30 January, 2014

Got Bounce?


"Wooh! Wooh!”

 Two breaths into my hands couldn’t chase the chill from my typing fingers this morning. Clicking an i-Phone outdoors without touch gloves is dicey, even as the sun vaporized snow and icicles. I just had to record God’s two-day glorious wintry landscape in the vast Hundred Acres of Southern Pine Woods.

Two nights ago my beloved hubby’s warm embrace led me out to our front porch. He tried to point out areas where snowflakes had stuck after a gray Eeyore kind of a day. He also tried to up my mood with a bouncy jiggle hug.

When one has PRK surgery done on an eye, one see lights twinkle like stars in the dark. The streetlight, though, cast a dim glow that couldn't bounce clarity into my photoreceptors.
I only determined that temperatures had flaked the precipitation when Southern Pine kids in PJ's couldn't dash out to
… stick out tongues to taste it,
… fall and flap up snow angels,
… mash up balls or men or forts. Sigh.

That day I kept tugging my parka sleeve to check my watch. “When will it come?” Rarely snowbound Southerners wondered, too.  School kids wandered about stores with their military or AFB-contracted moms or dads in tow. Folks up North would have Tigger-bounced for a regional-wide day off in the sweltering high thirties.

Forecasters reported that big snow would begin to fall around late morning, 10 at the earliest. The front dallied its freeze, hour after gray hour, until nightfall. That was fine for local commuters, but a nightmare for drivers on the ice rink interstates and roads north of us. As the Governor said in his apology, “The weather projections showed that it would not come our way.”

I learned that snow was projected to bear south of him at Saturday evening service. After opening praise, I spied Dave, the local TV weatherman, slip into a pew with his pretty wife. We missed being with them the two previous weekends they were sick. But in no way were this Midwest couple missed as he held open the main door as the congregation shuffled outside.


Frozen Falls
In jeans and a warm pullover, Dave beamed broader than a TV smile, as seasoned citizens opined loudly on the cold. One poked him in the chest and appeared to give him an earful.

He had just announced, “Canadian models strongly indicate snow on Tuesday in [our region].” His wife and I grinned over this prognostication. Bring it on!
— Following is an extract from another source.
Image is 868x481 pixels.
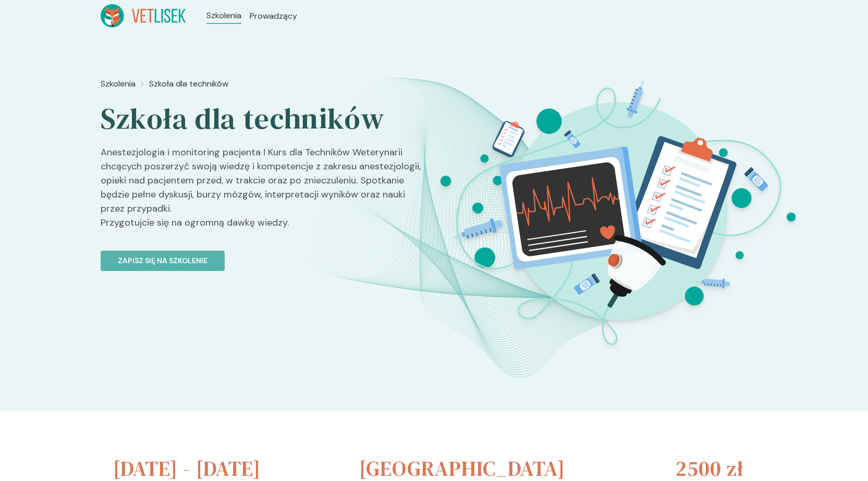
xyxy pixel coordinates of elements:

We also grinned over the sermon, the best sermon I’ve heard from Pastor in the five years since we’ve moved here. Mind, Pastor writes good ones. This latest, “Gloom and Glory,” was the top of his top five for our family, even Buddy who heard it on delayed podcast. I link it here for the curious Poohs among us, and for those who, in gloom and doom, fix on their inner Eeyore.

Enjoy God’s weather artistry. Embrace cyclical climate change which the ancients called “seasons.” Hear Pastor B.  Join dear sisters and brothers in Jesus. Bounce and rejoice in God!



The people walking in darkness have see a great light;
on those living in the land of the shadow of death
 a light has dawned.
You have enlarged the nation and increased their joy;
They rejoice before you as people rejoice a the harvest,
as men rejoice when dividing the plunder.
For as in the day of Midian's defeat,
you have shattered the yoke that burdens them;
the bar across their shoulders, the rod of their oppressor.  
Isaiah 9:2-4, niv

2 comments:

  1. I Love it!! :) You writing abilities cease to amaze me! God has blessed you! Blessed to have such a Wonderful home church!
    God's Blessings!!

    ReplyDelete
    Replies
    1. God's Blessings to you and yours!